RESTful API routes design: nested vs. non-nested

Ernesto picture Ernesto · Aug 27, 2016 · Viewed 8.5k times · Source

My question is about the advantages of nesting resources when building URLs for API purposes. Consider the following two alternatives for accessing an employee resource:

/api/employees?department=1   # flat

Vs.

/api/departments/1/employees  # nested

Now consider the task of developing a general purpose library to access REST resources from an API. If all routes were flat, such a REST wrapper library would only need to know the name of the resource being accessed:

store.query('employees', {department_id:1})   =>   /api/employees?department=1

However, if we were to support nested routes, this wrapper would need to know extra information about what models are nested and under which other resource, in order to know how to build the URLs for referencing such a model. Given that not all models would be nested under the same parent resource, and even some models would not be nested at all, the REST wrapper library would need to have some sort of configuration describing all this extra knowledge that wouldn't be needed otherwise.

So my questions are:

  • Are there any real advantages to nested resource routes in an API? (Which is not meant to be consumed by end users, and therefore gains less from having prettier URLs).

  • Is the nested approach really better than flat, beyond aesthetics, so as to justify the extra effort and complexity introduced to support the lack of uniformity in resource URL building?

See also: https://stackoverflow.com/a/36410780/621809

UPDATE: IMPORTANT CLARIFICATION

I realize from some of the comments and answers, that I wasn't clear enough regarding one aspect: I'm not against addressing single resources with URLs like /employees/5 or /departments/1. I don't consider that to be nested.

When I say nested resources, I refer to URLs like /departments/1/employees where a resource is addressed always within the context of another resource. The main issue is the fact that for URL building, a generic library would need to know extra stuff like "employees are nested under departments" but "branches are not nested under anything". If all resources could be addressed RESTfully, but in a flat fashion, it is simpler and more predictable to know how to address them.

When you think about it, in databases you don't need to know extra information in order to know how to address a collection of objects (e.g. a table in a RDMS). You always refer to the collection of employees as employees, not as departments/5/employees.

Answer

Alexandru Marculescu picture Alexandru Marculescu · Aug 27, 2016

What happens if you want do drill down a couple more levels?

/api/addresses?departmentId=1&employeeId=2&addressId=3

vs

/api/departments/1/employees/2/addresses/3

The Address endpoint suddenly becames bloated with parameters.

Also, if you're looking at the Richardson Maturity Model level 3, RESTful APIs are meant to be discoverable through links. For example, from the top level, say /api/version(/1), you would discover there's a link to the departments. Here's how this could look in a tool like HAL Browser:

"api:department-query": {
  "href": "http://apiname:port/api/departments?pageNumber={pageNumber}&pageSize={pageSize}&sort={sort}"
},
"api:department-by-id": {
  "href": "http://apiname:port/api/departments?departmentId={departmentId}"
}

(either a query that might list them all, in a paged manner eventually, or a parameterized link that would go directly to a specific department, provided you know the id).

The advantage here would be that the client would only need to know the relationship (link) name, while the server would be mostly free to alter the relationship (and resource) url.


What to work on -
Where an entry below contains an image, skip the image and reproduce the rest exactly.

Figure record listings
=======

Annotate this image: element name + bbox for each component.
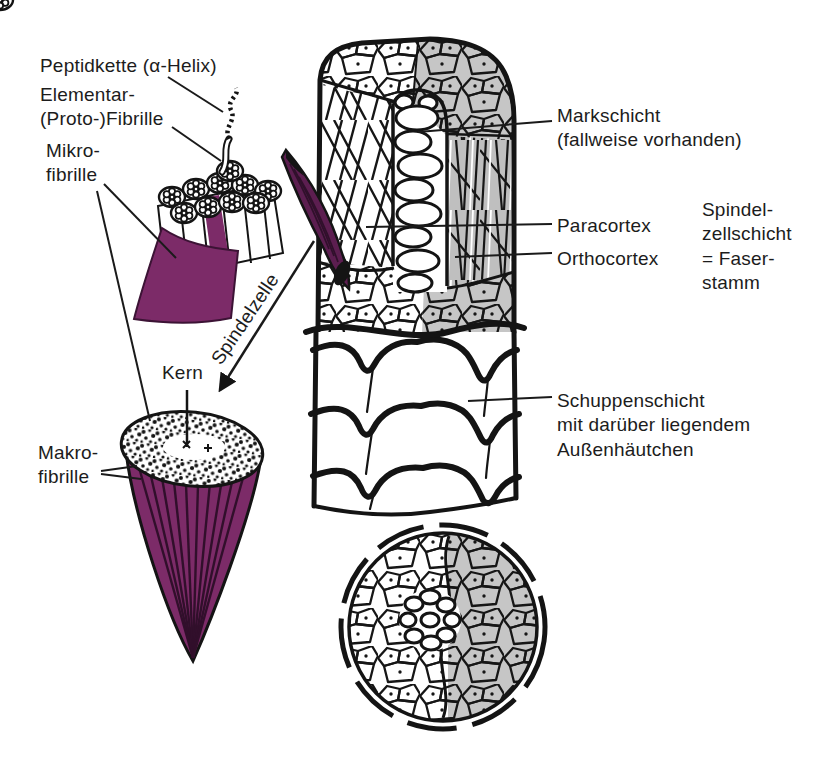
markschicht-label: Markschicht (fallweise vorhanden) <box>557 104 742 153</box>
microfibril-bundle <box>0 0 283 323</box>
kern-label: Kern <box>162 361 203 385</box>
cuticle-scale-layer <box>306 324 524 515</box>
cross-section-medulla-ovals <box>400 590 460 650</box>
schuppenschicht-label: Schuppenschicht mit darüber liegendem Au… <box>557 389 750 462</box>
orthocortex-label: Orthocortex <box>557 247 658 271</box>
elementar-fibrille-label: Elementar- (Proto-)Fibrille <box>40 83 164 132</box>
orthocortex-strand-region <box>447 134 514 288</box>
wool-fiber-structure-figure: Peptidkette (α-Helix) Elementar- (Proto-… <box>0 0 825 766</box>
peptidkette-leader <box>168 77 223 112</box>
protofibril-strand <box>222 139 229 172</box>
cone-nucleus-patch <box>163 434 225 460</box>
peptidkette-label: Peptidkette (α-Helix) <box>40 54 217 78</box>
mikro-fibrille-label: Mikro- fibrille <box>46 139 100 188</box>
spindelzellschicht-label: Spindel- zellschicht = Faser- stamm <box>702 198 792 295</box>
peptide-chain-helix <box>227 88 236 139</box>
paracortex-label: Paracortex <box>557 214 651 238</box>
elementar-fibrille-leader <box>172 127 221 161</box>
makro-fibrille-label: Makro- fibrille <box>38 441 98 490</box>
fiber-stem-cortex-section <box>318 39 514 334</box>
scale-section-bg <box>314 332 516 514</box>
cross-section-orthocortex-half <box>448 533 548 723</box>
fiber-cross-section-circle <box>328 512 558 742</box>
spindle-cell-cone <box>118 390 267 661</box>
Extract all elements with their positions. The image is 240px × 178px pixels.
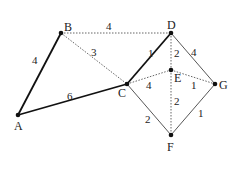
edge-A-C-bold bbox=[18, 84, 127, 115]
label-E: E bbox=[174, 71, 181, 85]
edge-C-F bbox=[127, 84, 171, 135]
node-F bbox=[169, 133, 174, 138]
edges bbox=[18, 33, 215, 135]
weight-A-C: 6 bbox=[67, 90, 73, 102]
weight-E-G: 1 bbox=[191, 79, 197, 91]
graph-diagram: 4 6 4 3 1 4 2 4 1 2 2 1 A B C D E G F bbox=[0, 0, 240, 178]
label-C: C bbox=[118, 86, 126, 100]
label-D: D bbox=[167, 18, 176, 32]
edge-B-C bbox=[61, 33, 127, 84]
node-B bbox=[59, 31, 64, 36]
label-A: A bbox=[14, 119, 23, 133]
weight-D-E: 2 bbox=[174, 47, 180, 59]
label-B: B bbox=[64, 20, 72, 34]
edge-A-B bbox=[18, 33, 61, 115]
node-E bbox=[169, 68, 174, 73]
node-G bbox=[213, 82, 218, 87]
weight-G-F: 1 bbox=[198, 107, 204, 119]
weight-C-D: 1 bbox=[148, 47, 154, 59]
label-G: G bbox=[219, 78, 228, 92]
weight-B-D: 4 bbox=[106, 20, 112, 32]
weight-E-F: 2 bbox=[174, 95, 180, 107]
nodes bbox=[16, 31, 218, 138]
weight-C-E: 4 bbox=[146, 79, 152, 91]
node-A bbox=[16, 113, 21, 118]
edge-G-F bbox=[171, 84, 215, 135]
weight-C-F: 2 bbox=[145, 113, 151, 125]
weight-A-B: 4 bbox=[32, 54, 38, 66]
label-F: F bbox=[167, 140, 174, 154]
weight-D-G: 4 bbox=[191, 46, 197, 58]
weight-B-C: 3 bbox=[91, 46, 97, 58]
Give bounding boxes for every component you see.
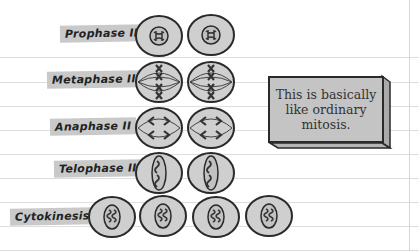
notebook-rule bbox=[0, 57, 419, 58]
prophase-cell-icon bbox=[134, 14, 184, 58]
note-box: This is basically like ordinary mitosis. bbox=[268, 76, 384, 143]
label-prophase-ii: Prophase II bbox=[60, 24, 143, 42]
cytokinesis-cell-icon bbox=[87, 195, 137, 239]
note-line: mitosis. bbox=[276, 117, 377, 132]
label-metaphase-ii: Metaphase II bbox=[47, 70, 141, 89]
metaphase-cell-icon bbox=[134, 60, 184, 104]
cytokinesis-cell-icon bbox=[138, 194, 188, 238]
note-line: This is basically bbox=[276, 87, 377, 102]
anaphase-cell-icon bbox=[186, 106, 236, 150]
cytokinesis-cell-icon bbox=[244, 194, 294, 238]
notebook-margin-rule bbox=[409, 0, 410, 251]
label-cytokinesis: Cytokinesis bbox=[10, 207, 95, 225]
metaphase-cell-icon bbox=[186, 60, 236, 104]
label-anaphase-ii: Anaphase II bbox=[50, 117, 137, 136]
anaphase-cell-icon bbox=[134, 106, 184, 150]
cytokinesis-cell-icon bbox=[191, 195, 241, 239]
prophase-cell-icon bbox=[186, 13, 236, 57]
note-line: like ordinary bbox=[276, 102, 377, 117]
telophase-cell-icon bbox=[134, 151, 184, 195]
telophase-cell-icon bbox=[186, 151, 236, 195]
label-telophase-ii: Telophase II bbox=[54, 159, 142, 178]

=======

Response for this exercise -
Annotate this image: element name + bbox for each component.
markschicht-label: Markschicht (fallweise vorhanden) <box>557 104 742 153</box>
microfibril-bundle <box>0 0 283 323</box>
kern-label: Kern <box>162 361 203 385</box>
cuticle-scale-layer <box>306 324 524 515</box>
cross-section-medulla-ovals <box>400 590 460 650</box>
schuppenschicht-label: Schuppenschicht mit darüber liegendem Au… <box>557 389 750 462</box>
orthocortex-label: Orthocortex <box>557 247 658 271</box>
elementar-fibrille-label: Elementar- (Proto-)Fibrille <box>40 83 164 132</box>
orthocortex-strand-region <box>447 134 514 288</box>
wool-fiber-structure-figure: Peptidkette (α-Helix) Elementar- (Proto-… <box>0 0 825 766</box>
peptidkette-leader <box>168 77 223 112</box>
protofibril-strand <box>222 139 229 172</box>
cone-nucleus-patch <box>163 434 225 460</box>
peptidkette-label: Peptidkette (α-Helix) <box>40 54 217 78</box>
mikro-fibrille-label: Mikro- fibrille <box>46 139 100 188</box>
spindelzellschicht-label: Spindel- zellschicht = Faser- stamm <box>702 198 792 295</box>
peptide-chain-helix <box>227 88 236 139</box>
paracortex-label: Paracortex <box>557 214 651 238</box>
elementar-fibrille-leader <box>172 127 221 161</box>
makro-fibrille-label: Makro- fibrille <box>38 441 98 490</box>
fiber-stem-cortex-section <box>318 39 514 334</box>
scale-section-bg <box>314 332 516 514</box>
cross-section-orthocortex-half <box>448 533 548 723</box>
fiber-cross-section-circle <box>328 512 558 742</box>
spindle-cell-cone <box>118 390 267 661</box>
Extract all elements with their positions. The image is 240px × 178px pixels.
edge-A-C-bold bbox=[18, 84, 127, 115]
label-E: E bbox=[174, 71, 181, 85]
edge-C-F bbox=[127, 84, 171, 135]
node-F bbox=[169, 133, 174, 138]
edges bbox=[18, 33, 215, 135]
weight-A-C: 6 bbox=[67, 90, 73, 102]
weight-E-G: 1 bbox=[191, 79, 197, 91]
graph-diagram: 4 6 4 3 1 4 2 4 1 2 2 1 A B C D E G F bbox=[0, 0, 240, 178]
label-C: C bbox=[118, 86, 126, 100]
label-D: D bbox=[167, 18, 176, 32]
edge-B-C bbox=[61, 33, 127, 84]
node-B bbox=[59, 31, 64, 36]
label-A: A bbox=[14, 119, 23, 133]
weight-D-E: 2 bbox=[174, 47, 180, 59]
label-B: B bbox=[64, 20, 72, 34]
edge-A-B bbox=[18, 33, 61, 115]
node-E bbox=[169, 68, 174, 73]
node-G bbox=[213, 82, 218, 87]
weight-G-F: 1 bbox=[198, 107, 204, 119]
weight-C-D: 1 bbox=[148, 47, 154, 59]
label-G: G bbox=[219, 78, 228, 92]
weight-B-D: 4 bbox=[106, 20, 112, 32]
weight-E-F: 2 bbox=[174, 95, 180, 107]
nodes bbox=[16, 31, 218, 138]
weight-C-E: 4 bbox=[146, 79, 152, 91]
node-A bbox=[16, 113, 21, 118]
edge-G-F bbox=[171, 84, 215, 135]
weight-C-F: 2 bbox=[145, 113, 151, 125]
weight-A-B: 4 bbox=[32, 54, 38, 66]
label-F: F bbox=[167, 140, 174, 154]
weight-D-G: 4 bbox=[191, 46, 197, 58]
weight-B-C: 3 bbox=[91, 46, 97, 58]
Give bounding boxes for every component you see.
notebook-rule bbox=[0, 57, 419, 58]
prophase-cell-icon bbox=[134, 14, 184, 58]
note-box: This is basically like ordinary mitosis. bbox=[268, 76, 384, 143]
label-prophase-ii: Prophase II bbox=[60, 24, 143, 42]
cytokinesis-cell-icon bbox=[87, 195, 137, 239]
note-line: mitosis. bbox=[276, 117, 377, 132]
label-metaphase-ii: Metaphase II bbox=[47, 70, 141, 89]
metaphase-cell-icon bbox=[134, 60, 184, 104]
cytokinesis-cell-icon bbox=[138, 194, 188, 238]
note-line: This is basically bbox=[276, 87, 377, 102]
anaphase-cell-icon bbox=[186, 106, 236, 150]
cytokinesis-cell-icon bbox=[244, 194, 294, 238]
notebook-margin-rule bbox=[409, 0, 410, 251]
label-cytokinesis: Cytokinesis bbox=[10, 207, 95, 225]
metaphase-cell-icon bbox=[186, 60, 236, 104]
label-anaphase-ii: Anaphase II bbox=[50, 117, 137, 136]
anaphase-cell-icon bbox=[134, 106, 184, 150]
cytokinesis-cell-icon bbox=[191, 195, 241, 239]
prophase-cell-icon bbox=[186, 13, 236, 57]
note-line: like ordinary bbox=[276, 102, 377, 117]
telophase-cell-icon bbox=[134, 151, 184, 195]
telophase-cell-icon bbox=[186, 151, 236, 195]
label-telophase-ii: Telophase II bbox=[54, 159, 142, 178]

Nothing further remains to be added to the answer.